JavaScript Comparisons

Ask If One Thing Equals Another

JavaScript Comparisons

Compare values with `===`, `!==`, `<`, `>`, `<=`, `>=`. Always use strict equality.

4 min read Level 1/5 #comparisons#equality#operators
What you'll learn
  • Use `===` and `!==` for equality
  • Compare numbers and strings with `<`, `>`, `<=`, `>=`
  • Avoid `==` and its silent type coercion

Comparison operators ask “how does this value compare to that one?” They return a boolean — either true or false.

The six comparison operators script.js
console.log(5 === 5);   // true
console.log(5 !== 6);   // true
console.log(5 > 3);     // true
console.log(5 < 3);     // false
console.log(5 >= 5);    // true
console.log(5 <= 4);    // false
▶ Preview: console

Always Use ===

You’ll see two equality operators in JavaScript code:

  • === strict equality — compares value AND type”
  • == loose equality — converts types before comparing

Use ===. Always. The loose version has surprising results that nobody remembers correctly.

Strict vs loose script.js
console.log(5 === "5");   // false   ← strict: different types
console.log(5 == "5");    // true    ← loose: converts the string

console.log(0 == "");     // true    ← surprising
console.log(0 == false);  // true    ← surprising
console.log(null == undefined); // true   ← surprising
▶ Preview: console

Comparing Strings

Strings compare lexicographically — character by character, by their Unicode code points.

String comparison script.js
console.log("apple" < "banana");  // true
console.log("Apple" < "apple");   // true  ← capitals sort first
console.log("10" < "9");          // true  ← "1" < "9" as strings
▶ Preview: console

For human-friendly comparisons (alphabetical, case-insensitive, locale-aware), use localeCompare:

localeCompare script.js
console.log("Apple".localeCompare("apple"));
// 1 (or -1 in some locales) — handles case + accents per locale
▶ Preview: console

Comparing Different Types

Mixing types in comparisons with < / > triggers conversion to numbers. It works, but the result is often a surprise.

Mixed-type comparisons script.js
console.log("5" < 10);    // true   ← "5" converted to 5
console.log("abc" < 10);  // false  ← "abc" becomes NaN
console.log("abc" > 10);  // false  ← NaN comparisons are all false
▶ Preview: console

Stay safe by comparing values of the same type.

NaN Doesn’t Compare With Itself

NaN comparisons script.js
console.log(NaN === NaN);  // false
console.log(NaN < 1);      // false
console.log(NaN > 1);      // false
console.log(Number.isNaN(NaN)); // true ← the correct check
▶ Preview: console

Up Next

Now that you can ask questions about values, time to act on the answers. if/else.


» **EXERCISE**
Report each line of the records below that holds the word "Edited".

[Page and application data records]
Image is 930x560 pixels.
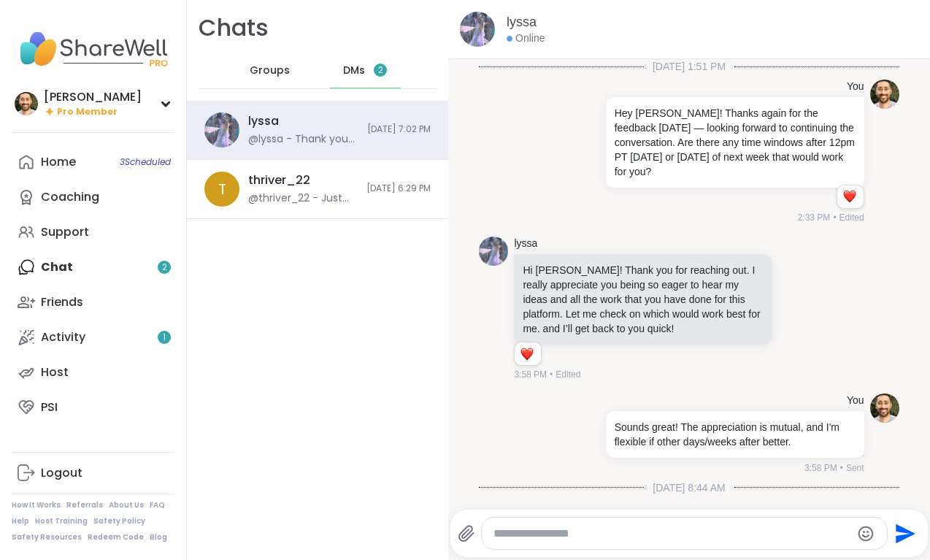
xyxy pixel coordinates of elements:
[644,59,735,73] span: [DATE] 1:51 PM
[88,532,144,542] a: Redeem Code
[12,214,174,250] a: Support
[12,456,174,491] a: Logout
[887,517,921,549] button: Send
[41,364,68,381] div: Host
[149,532,167,542] a: Blog
[57,106,118,119] span: Pro Member
[41,329,85,346] div: Activity
[805,462,837,474] span: 3:58 PM
[366,183,431,194] span: [DATE] 6:29 PM
[218,178,226,200] span: t
[163,331,165,344] span: 1
[460,12,495,47] img: https://sharewell-space-live.sfo3.digitaloceanspaces.com/user-generated/666f9ab0-b952-44c3-ad34-f...
[549,368,553,381] span: •
[94,516,145,526] a: Safety Policy
[12,516,29,526] a: Help
[798,211,831,224] span: 2:33 PM
[12,179,174,214] a: Coaching
[41,399,58,415] div: PSI
[12,23,174,74] img: ShareWell Nav Logo
[857,525,874,542] button: Emoji picker
[248,191,357,206] div: @thriver_22 - Just heard the chime sound, I love it !!! 😆
[367,124,431,136] span: [DATE] 7:02 PM
[842,191,857,203] button: Reactions: love
[479,236,508,265] img: https://sharewell-space-live.sfo3.digitaloceanspaces.com/user-generated/666f9ab0-b952-44c3-ad34-f...
[833,211,836,224] span: •
[12,320,174,355] a: Activity1
[14,92,38,115] img: brett
[41,224,89,240] div: Support
[507,13,537,32] a: lyssa
[514,368,547,381] span: 3:58 PM
[12,500,61,510] a: How It Works
[555,368,580,381] span: Edited
[12,532,82,542] a: Safety Resources
[523,263,764,335] p: Hi [PERSON_NAME]! Thank you for reaching out. I really appreciate you being so eager to hear my i...
[870,393,899,422] img: https://sharewell-space-live.sfo3.digitaloceanspaces.com/user-generated/d9ea036c-8686-480c-8a8f-e...
[870,79,899,108] img: https://sharewell-space-live.sfo3.digitaloceanspaces.com/user-generated/d9ea036c-8686-480c-8a8f-e...
[248,114,279,129] div: lyssa
[43,89,142,105] div: [PERSON_NAME]
[35,516,88,526] a: Host Training
[839,211,864,224] span: Edited
[41,465,83,481] div: Logout
[514,236,538,251] a: lyssa
[493,526,851,541] textarea: Type your message
[614,420,856,449] p: Sounds great! The appreciation is mutual, and I'm flexible if other days/weeks after better.
[343,63,365,78] span: DMs
[519,348,534,360] button: Reactions: love
[847,79,864,94] h4: You
[199,12,269,44] h1: Chats
[847,393,864,408] h4: You
[846,462,864,474] span: Sent
[248,132,358,147] div: @lyssa - Thank you for trying to help me
[41,154,76,170] div: Home
[67,500,103,510] a: Referrals
[41,294,83,310] div: Friends
[644,480,734,495] span: [DATE] 8:44 AM
[514,501,538,515] a: lyssa
[514,342,540,366] div: Reaction list
[12,390,174,425] a: PSI
[149,500,165,510] a: FAQ
[119,156,171,168] span: 3 Scheduled
[12,285,174,320] a: Friends
[205,113,240,148] img: https://sharewell-space-live.sfo3.digitaloceanspaces.com/user-generated/666f9ab0-b952-44c3-ad34-f...
[378,64,383,77] span: 2
[248,172,311,189] div: thriver_22
[614,106,856,179] p: Hey [PERSON_NAME]! Thanks again for the feedback [DATE] — looking forward to continuing the conve...
[250,63,290,78] span: Groups
[479,501,508,530] img: https://sharewell-space-live.sfo3.digitaloceanspaces.com/user-generated/666f9ab0-b952-44c3-ad34-f...
[837,185,862,209] div: Reaction list
[840,462,843,474] span: •
[12,144,174,179] a: Home3Scheduled
[12,355,174,390] a: Host
[109,500,144,510] a: About Us
[41,189,99,205] div: Coaching
[507,32,544,46] div: Online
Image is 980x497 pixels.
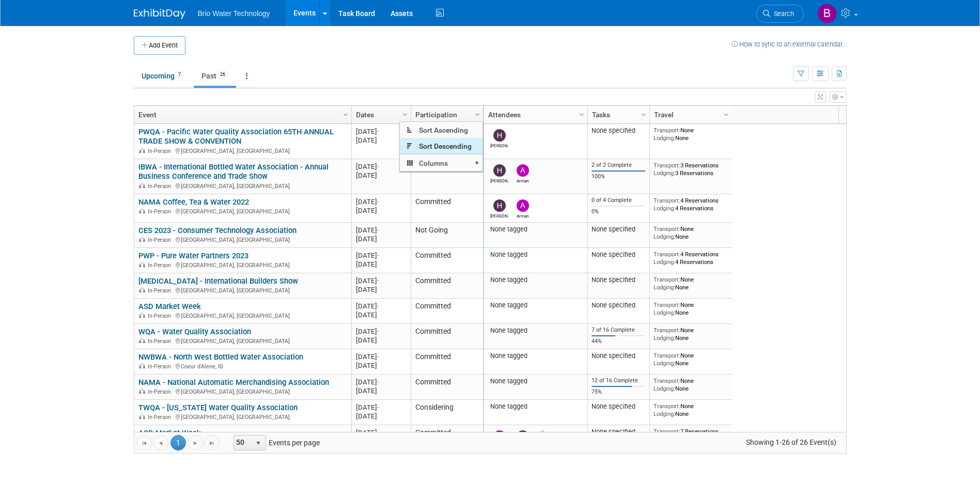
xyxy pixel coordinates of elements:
a: Dates [356,106,404,124]
a: Column Settings [471,106,483,121]
img: In-Person Event [139,287,145,292]
td: Not Going [411,223,483,248]
span: Transport: [653,377,681,385]
span: - [377,429,379,436]
span: - [377,378,379,386]
a: IBWA - International Bottled Water Association - Annual Business Conference and Trade Show [138,162,329,181]
div: None None [653,352,728,367]
span: - [377,226,379,234]
span: In-Person [148,414,174,420]
a: NAMA - National Automatic Merchandising Association [138,378,329,387]
div: [DATE] [356,197,406,206]
span: Brio Water Technology [198,10,271,18]
img: In-Person Event [139,237,145,242]
div: [DATE] [356,171,406,180]
a: Column Settings [399,106,411,121]
span: Column Settings [341,110,350,119]
a: Tasks [592,106,642,124]
div: None None [653,276,728,291]
span: Go to the previous page [156,439,165,447]
div: [DATE] [356,136,406,145]
td: Committed [411,349,483,375]
div: [DATE] [356,387,406,396]
span: In-Person [148,389,174,396]
div: [DATE] [356,206,406,215]
div: [DATE] [356,412,406,420]
span: Column Settings [401,110,409,119]
div: None tagged [487,377,583,385]
span: Sort Ascending [400,122,482,138]
a: NAMA Coffee, Tea & Water 2022 [138,197,249,207]
img: Harry Mesak [493,129,506,142]
a: Past26 [194,66,236,85]
span: Lodging: [653,233,675,241]
span: Lodging: [653,385,675,392]
div: None specified [591,251,645,259]
span: Lodging: [653,205,675,212]
div: 4 Reservations 4 Reservations [653,197,728,212]
span: - [377,302,379,310]
div: 7 of 16 Complete [591,327,645,334]
img: In-Person Event [139,338,145,343]
div: [DATE] [356,127,406,136]
a: Travel [654,106,725,124]
div: [GEOGRAPHIC_DATA], [GEOGRAPHIC_DATA] [138,235,346,244]
span: Columns [400,155,482,171]
img: Brandye Gahagan [817,4,837,23]
div: Arman Melkonian [514,177,531,183]
a: Participation [415,106,477,124]
a: Column Settings [721,106,732,121]
div: Arman Melkonian [514,212,531,219]
div: [DATE] [356,226,406,235]
span: Column Settings [640,110,648,119]
span: Lodging: [653,284,675,291]
div: 3 Reservations 3 Reservations [653,161,728,177]
a: PWQA - Pacific Water Quality Association 65TH ANNUAL TRADE SHOW & CONVENTION [138,127,334,146]
span: - [377,403,379,412]
div: [GEOGRAPHIC_DATA], [GEOGRAPHIC_DATA] [138,181,346,190]
span: Events per page [220,435,330,450]
div: 12 of 16 Complete [591,377,645,385]
span: 1 [170,435,186,450]
div: Coeur d'Alene, ID [138,362,346,371]
div: [DATE] [356,336,406,345]
img: In-Person Event [139,208,145,213]
img: Jennifer Adam [537,431,561,455]
span: - [377,198,379,205]
div: None specified [591,276,645,284]
span: Column Settings [577,110,586,119]
div: None tagged [487,301,583,309]
div: [DATE] [356,311,406,319]
div: None specified [591,428,645,436]
a: Go to the first page [137,435,152,450]
a: Go to the last page [204,435,219,450]
div: None None [653,126,728,142]
button: Add Event [134,36,186,55]
img: ExhibitDay [134,9,186,19]
span: - [377,327,379,336]
div: [GEOGRAPHIC_DATA], [GEOGRAPHIC_DATA] [138,286,346,295]
span: Transport: [653,327,681,334]
span: Transport: [653,352,681,359]
td: Committed [411,299,483,324]
div: Harry Mesak [491,177,509,183]
span: Go to the next page [191,439,200,447]
span: Search [770,10,794,18]
div: [GEOGRAPHIC_DATA], [GEOGRAPHIC_DATA] [138,412,346,421]
span: In-Person [148,262,174,269]
img: Arman Melkonian [493,431,506,443]
img: In-Person Event [139,148,145,153]
img: Harry Mesak [493,200,506,212]
a: CES 2023 - Consumer Technology Association [138,226,297,235]
a: Go to the previous page [153,435,168,450]
div: [GEOGRAPHIC_DATA], [GEOGRAPHIC_DATA] [138,207,346,216]
td: Committed [411,375,483,400]
div: None specified [591,352,645,360]
td: Committed [411,194,483,223]
span: Go to the last page [208,439,216,447]
span: In-Person [148,338,174,345]
td: Considering [411,400,483,425]
a: NWBWA - North West Bottled Water Association [138,352,303,362]
div: 75% [591,389,645,396]
div: None None [653,301,728,316]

» **YOUR SOLUTION**
[555,368,580,381] span: Edited
[839,211,864,224] span: Edited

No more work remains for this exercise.